The world says good-bye to a legend

By Jeremy Harness

file photo globe-mma.com: Boxing great Muhammad Ali

“The Greatest” was honored in a grand fashion Friday morning.

Thousands of people congregated to Louisville’s West End to pay their last respects to boxing legend Muhammad Ali, who died June 3 at the age of 74 from what was called “septic shock due to unspecified natural causes.”

Louisville residents, celebrities and dignitaries alike were on hand to celebrate the life of the man whom is regarded by many as the greatest fighter of all time, one who not only transcended the sport of boxing, but also that of the entire sports world as well as helping frame American culture as we know it today.

In his eulogy, former president Bill Clinton, for instance, recalled crying “like a baby” when watching Ali carry the Olympic torch at the start of the 1996 games in Atlanta.

Ali’s wife, Lonnie, recalled to the people of the story of a white police officer who helped 12-year-old Ali, then known as Cassius Clay, after the boy had his bike stolen. The officer then guided him into a boxing gym, and the rest was history.

Celebrities such as comedian Billy Crystal also came out to pay their last respects. Crystal was just getting started in his career in 1974 when he said he first met Ali. The two hit it off very well, well enough that he said that Ali began to call him his “little brother.”
Will Smith, who portrayed him in the movie “Ali,” served as a pallbearer along with former heavyweight boxing champions Lennox Lewis and Mike Tyson.

“He was not just a Muslim, or a black man, or a Louisville kid,” senior adviser to the president Valerie Jarrett told ABC News. “He wasn’t even just the greatest of all time. He was Muhammad Ali. The whole is far greater than the sum of its parts.”

Ali’s body was carried in a cherry-red casket, and as the hearse that carried the casket drove to the site of the memorial service, onlookers chanted and threw flowers onto the vehicle.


Task statement
Return all of the entries word for word, but omit the pictures they contain.

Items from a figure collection
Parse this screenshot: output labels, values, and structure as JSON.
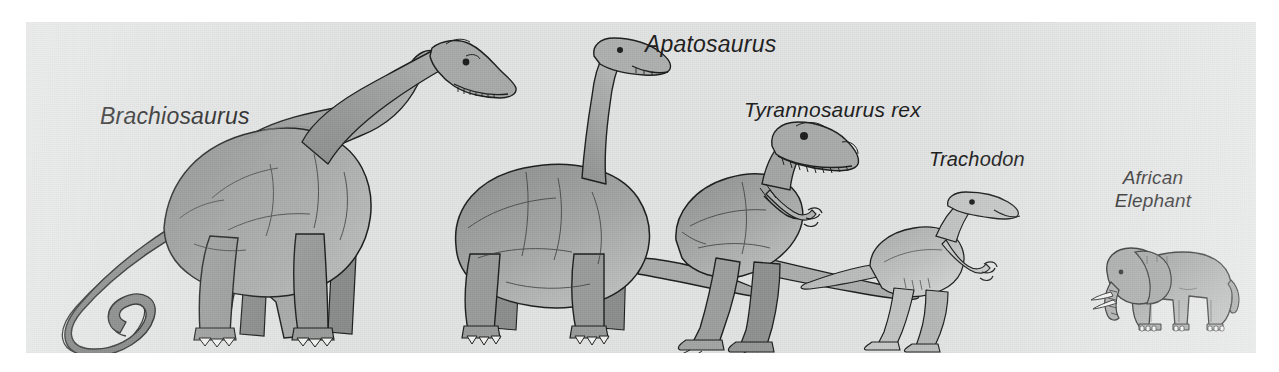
{
  "figure": {
    "kind": "size-comparison-illustration",
    "panel_background_color": "#e2e3e3",
    "page_background_color": "#ffffff",
    "ink_color": "#1d1d1d",
    "body_fill_dark": "#8d8e8e",
    "body_fill_mid": "#9b9c9c",
    "body_fill_light": "#c3c4c4",
    "claw_color": "#f4f4f2"
  },
  "labels": [
    {
      "id": "brachiosaurus",
      "text": "Brachiosaurus",
      "x": 100,
      "y": 103,
      "size": 23,
      "lines": [
        "Brachiosaurus"
      ]
    },
    {
      "id": "apatosaurus",
      "text": "Apatosaurus",
      "x": 645,
      "y": 31,
      "size": 23,
      "lines": [
        "Apatosaurus"
      ]
    },
    {
      "id": "tyrannosaurus-rex",
      "text": "Tyrannosaurus rex",
      "x": 744,
      "y": 98,
      "size": 21,
      "lines": [
        "Tyrannosaurus rex"
      ]
    },
    {
      "id": "trachodon",
      "text": "Trachodon",
      "x": 929,
      "y": 148,
      "size": 20,
      "lines": [
        "Trachodon"
      ]
    },
    {
      "id": "african-elephant",
      "text": "African Elephant",
      "x": 1098,
      "y": 166,
      "size": 19,
      "lines": [
        "African",
        "Elephant"
      ]
    }
  ],
  "creatures": [
    {
      "id": "brachiosaurus",
      "common_name": "Brachiosaurus",
      "order": 1,
      "relative_size_rank": "largest"
    },
    {
      "id": "apatosaurus",
      "common_name": "Apatosaurus",
      "order": 2,
      "relative_size_rank": "second"
    },
    {
      "id": "tyrannosaurus-rex",
      "common_name": "Tyrannosaurus rex",
      "order": 3,
      "relative_size_rank": "third"
    },
    {
      "id": "trachodon",
      "common_name": "Trachodon",
      "order": 4,
      "relative_size_rank": "fourth"
    },
    {
      "id": "african-elephant",
      "common_name": "African Elephant",
      "order": 5,
      "relative_size_rank": "smallest"
    }
  ]
}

Answer section
Parse this screenshot: output labels, values, and structure as JSON.
{
  "figure": {
    "kind": "size-comparison-illustration",
    "panel_background_color": "#e2e3e3",
    "page_background_color": "#ffffff",
    "ink_color": "#1d1d1d",
    "body_fill_dark": "#8d8e8e",
    "body_fill_mid": "#9b9c9c",
    "body_fill_light": "#c3c4c4",
    "claw_color": "#f4f4f2"
  },
  "labels": [
    {
      "id": "brachiosaurus",
      "text": "Brachiosaurus",
      "x": 100,
      "y": 103,
      "size": 23,
      "lines": [
        "Brachiosaurus"
      ]
    },
    {
      "id": "apatosaurus",
      "text": "Apatosaurus",
      "x": 645,
      "y": 31,
      "size": 23,
      "lines": [
        "Apatosaurus"
      ]
    },
    {
      "id": "tyrannosaurus-rex",
      "text": "Tyrannosaurus rex",
      "x": 744,
      "y": 98,
      "size": 21,
      "lines": [
        "Tyrannosaurus rex"
      ]
    },
    {
      "id": "trachodon",
      "text": "Trachodon",
      "x": 929,
      "y": 148,
      "size": 20,
      "lines": [
        "Trachodon"
      ]
    },
    {
      "id": "african-elephant",
      "text": "African Elephant",
      "x": 1098,
      "y": 166,
      "size": 19,
      "lines": [
        "African",
        "Elephant"
      ]
    }
  ],
  "creatures": [
    {
      "id": "brachiosaurus",
      "common_name": "Brachiosaurus",
      "order": 1,
      "relative_size_rank": "largest"
    },
    {
      "id": "apatosaurus",
      "common_name": "Apatosaurus",
      "order": 2,
      "relative_size_rank": "second"
    },
    {
      "id": "tyrannosaurus-rex",
      "common_name": "Tyrannosaurus rex",
      "order": 3,
      "relative_size_rank": "third"
    },
    {
      "id": "trachodon",
      "common_name": "Trachodon",
      "order": 4,
      "relative_size_rank": "fourth"
    },
    {
      "id": "african-elephant",
      "common_name": "African Elephant",
      "order": 5,
      "relative_size_rank": "smallest"
    }
  ]
}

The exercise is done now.